Lepage is a world-class playwright, actor, and film and stage director, one of Canada’s most honored theatre artists, whose work includes producing Richard Wagner’s second Ring opera Die Valkyrie at the New York MET to great acclaim this spring.
He is also close to the Huron-Wendat community.
“We were very proud and privileged that Robert Lepage… presented a show here that gave positive impacts for the community,” said Konrad Siouï, grand chief of the Huron-Wendat Nation who calls Lepage a friend and neighbour.
Lepage’s Tempest was not Shakespeare’s play, but rather an adaptation of it, in which Prospero becomes the White colonizer of the island while Caliban and the spirits that inhabit the island are oppressed Amerindians,” commented Champlain-St.Lawrence College teacher John Hart Whitt, who specializes in Shakespeare.
“There is nothing unusual in Lepage’s adapting the play so as to serve his own purposes, as most directors do the very same thing, to varying degrees and for different reasons, when they stage one of Shakespeare’s plays,” Whitt said.
“It is easily done: It suffices to omit certain passages, to change the context (and hence the meaning) of others, and to add appropriate stage business. Lepage uses all three of these techniques very effectively to turn The Tempest into a postcolonial play.”
Lepage altered the epilogue, said Whitt. “Prospero addressed not the audience, but Caliban. He gave the end a postcolonial twist whereby the new settlers, represented by Prospero, sought forgiveness from the First Nations they encountered in the New World. By means of this change and others, Lepage transformed Shakespeare’s Caliban and Prospero,” Whitt said.
The director included First Nations actors, regalia and language. Huron-Wendat Steeve Wadohandik Gros-Louis played King Alonso of Naples and his internationally renowned dance troupe, Sandokwa, was central to the production.
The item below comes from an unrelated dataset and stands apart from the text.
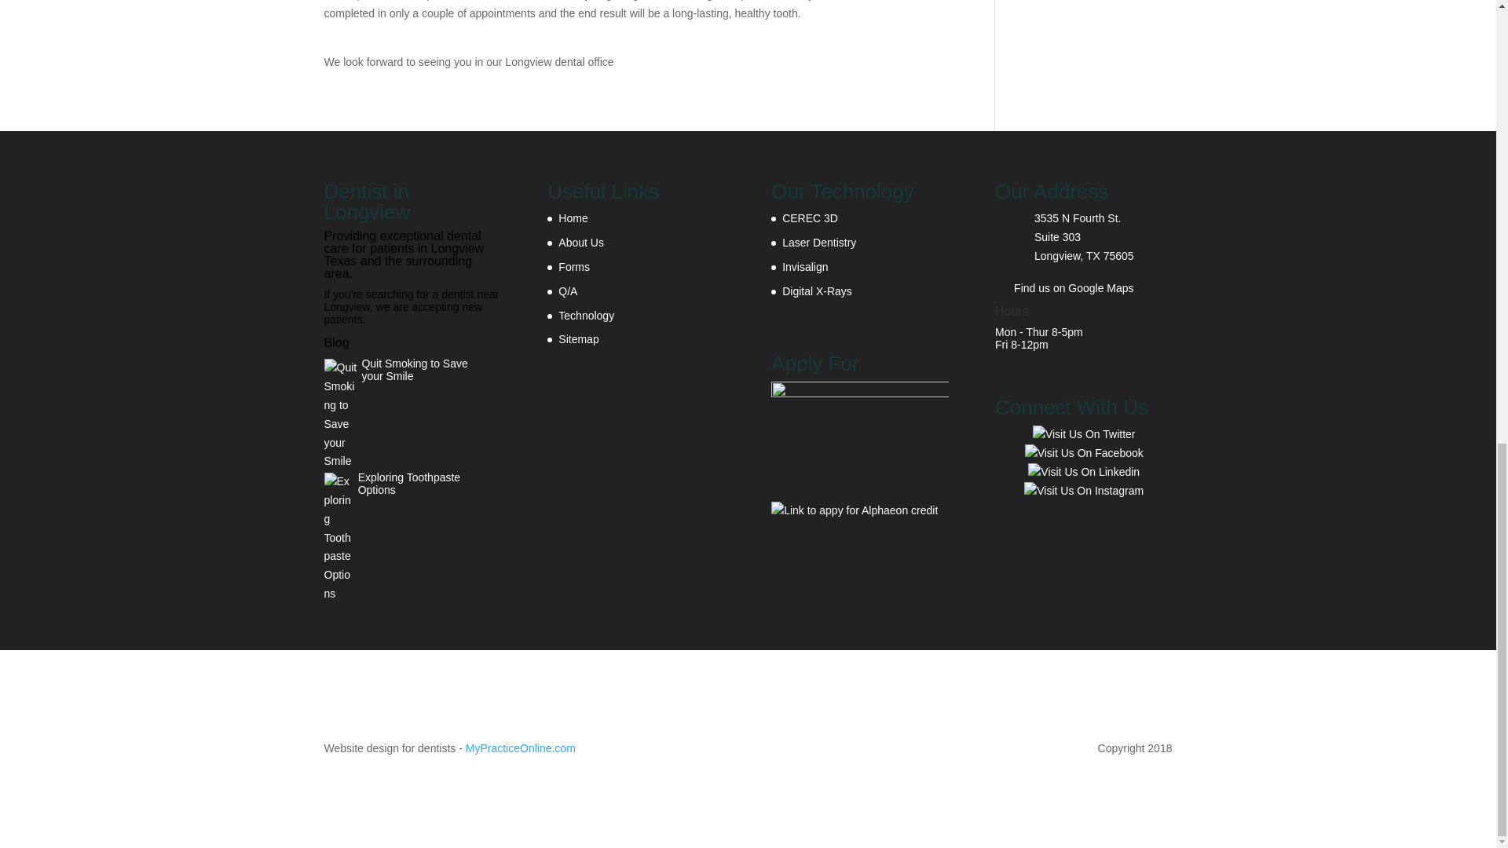  I want to click on About Us, so click(581, 243).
Lepage’s Ariel was brought to life by Kathia Rock, an Innu from Maliotenam, and Wendat Jean-Francois Faber also performed in the play.
This was not Lepage’s first experience using First Nations’ culture to inspire his work. He came to a powwow in 2009, created a unique canoe show and produced Totem with the Cirque du Soleil in 2010.
Lepage wished “to focus more on the story of the European man (Prospero) who finds refuge on an island, becomes master of it, and then uses its culture to serve his own purpose of revenge.” Lepage planned to give greater importance to the First Nations without being “too politically correct.”
He was also inspired by a Joseph Légaré painting that depicts Edmund Kean, a famous English actor, performing Shakespeare in Wendake in the 1800s. Kean was much admired by the Hurons who made him an honorary chief and gave him the name “Alanienouidet,” meaning “strong wind in drifting snow.”
Lepage brought that historic alliance back to life.
What was it like to work with the renowned Robert Lepage? According to Huron-Wendat artist Gros-Louis, “Robert Lepage is very calm… remarkably calm, and very open-minded, which made it easy to work with him.” Gros-Louis was accompanied on stage by his eleven-year-old son, Dewatha, and his eight-year-old daughter, Keyara.
“It was an honor to work with Robert Lepage,” said Gros-Louis who was pleased to be called by the director for a role in the play. Gros-Louis felt that the challenge to the production was how Lepage would put the Huron-Wendat touch into the play.
Spectators received a well-illustrated program with Innu translations of Ariel’s songs, paintings from Huron-Wendat history and the story of Edmund Kean, who inspired Lepage.
Photo Caption top: Prospero witnesses his daughter Miranda falling in love with Ferdinand in Lepage’s adaptation of Shakespeare’s The Tempest staged in Wendake.
Photo: Renaud Philippe
Photo Caption bottom: Huron-Wendat Steeve Wadohandik Gros-Louis both played Lepage’s adaptation of King Alonso and also danced in traditional Huron-Wendat scenes.